Commemorate the Panama Canal’s Expansion With These Photos From Its Construction

The Panama Canal is opening a third lane to accommodate new mega cargo ships, a feat almost—but not quite—as impressive as building the original

A cargo ship moves materials during the expansion of the Panama Canal between 2009 and 2016 Panama Canal Authority
A fumigator sprays for mosquitoes in Canal Zone sometime between 1915 and 1920. Malaria and yellow fever carried by mosquitoes was a leading cause of death for Canal workers Library of Congress
Work on the Expanded Panama Canal, a new set of locks opening in June, 2016 Panama Canal Authority
President Roosevelt leads his "Rough Diggers" into Panama, a parody of the Rough Riders he led during the Spanish American War Library of Congress
President Theodore Roosevelt operates a steam shovel while visiting the construction of the canal Library of Congress
The SS Ancon during the first transit of the completed canal in 1914 Library of Congress
U.S. submarines in the locks as they transit the Panama Canal, 1917 Library of Congress
A suction dredge excavating the Culebra Cut, the artificial valley cut through the Continential Divide for the Panama Canal Library of Congress
An upheaval damages the railroad during the construction of the Canal Library of Congress
Two canal workers pose in the cut George A. Smathers Library/University of Florida

In 2006, the people of Panama voted to add a third lane to the Panama Canal, one that can handle the mega cargo ships that now transport goods around the world. On Sunday, that referendum will become a reality.

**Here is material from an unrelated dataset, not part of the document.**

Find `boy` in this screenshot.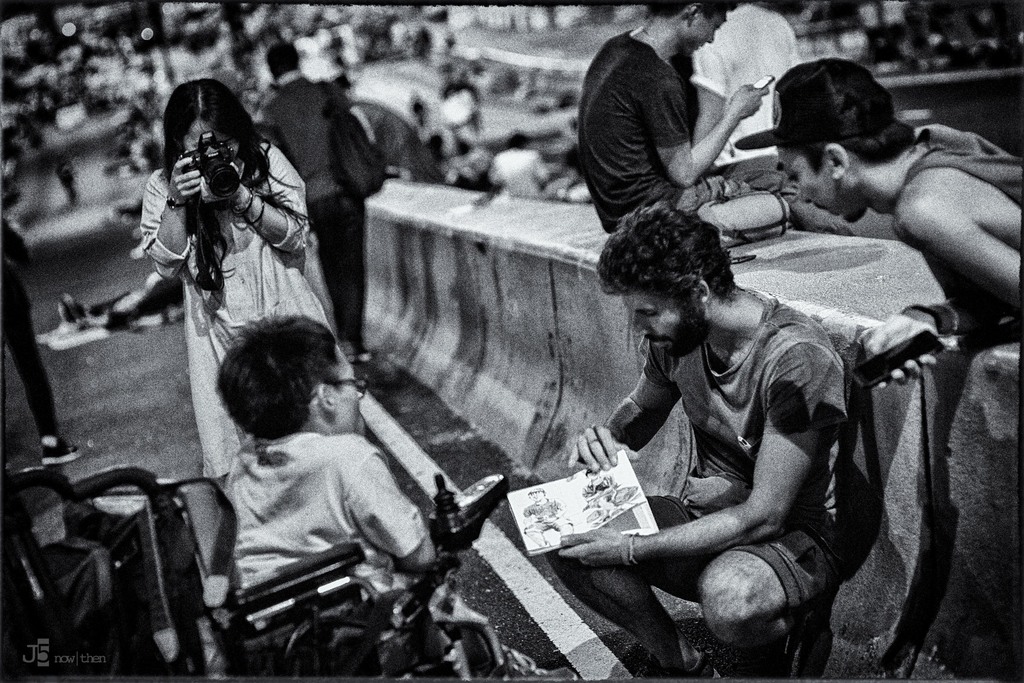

The Expanded Panama Canal, as the new lane is called, is an impressive feat. It took 110-million man-hours, 292,000 tons of steel, 1.6 million tons of cement and 5 million cubic meters of concrete to build, Mimi Whitefield reports at The Miami Herald, and it will double the canal’s cargo capacity, Costas Paris, Robbie Whelan and Kejal Vyas​ report at the Wall Street Journal

“If you have bigger ships, you know you can just take one big ship instead of two smaller ships, which for the shipping line is a big advantage,” Nils Haupt of German shipping company Hapag Lloyd tells Carrie Kahn at NPR.

But all that work pales in comparison to the original construction of the canal, which was started by a French construction firm in 1880, as History.com details. The builders excavated 78 million cubic yards of dirt and spent $280,000,000 (more than $7 billion in today's dollars), before the company went bankrupt in 1889. More than 20,000 workers died during the eight-year project.

In 1902, the United States bought the French assets to give the canal another try. But before it could start building, it had to overcome the objections of Colombia, which at that time controlled Panama. Colombia's congress rejected the bid. In response, President Theodore Roosevelt dispatched warships to support Panamanian independence. The new nation gave the U.S. control of a 10-mile wide Canal Zone through the country, as the U.S. State Department details.

Between 1904 and 1913, the U.S. dug the Canal using steam shovels and trains to move dirt. Some 5,600 workers died while working on the project. The toll would have been much higher, but researchers realized malaria and yellow fever, which killed most people in the Canal Zone, were transmitted by mosquitoes and began a fumigation regimen.

The project became one of the greatest engineering undertakings in history, and when the SS Ancon transited the 48-mile-long canal in 1914, it ushered in a new era for global shipping. The U.S. would continue to operate the Canal Zone until handing it over to Panama’s Canal Authority in 1999.

More than 100 years after the SS Ancon's sail, the Chinese container ship COSCO Shipping Panama will inaugurate a new chapter in the canal's history books when it sails through the new system of locks and makes that same 48-mile trek on Sunday.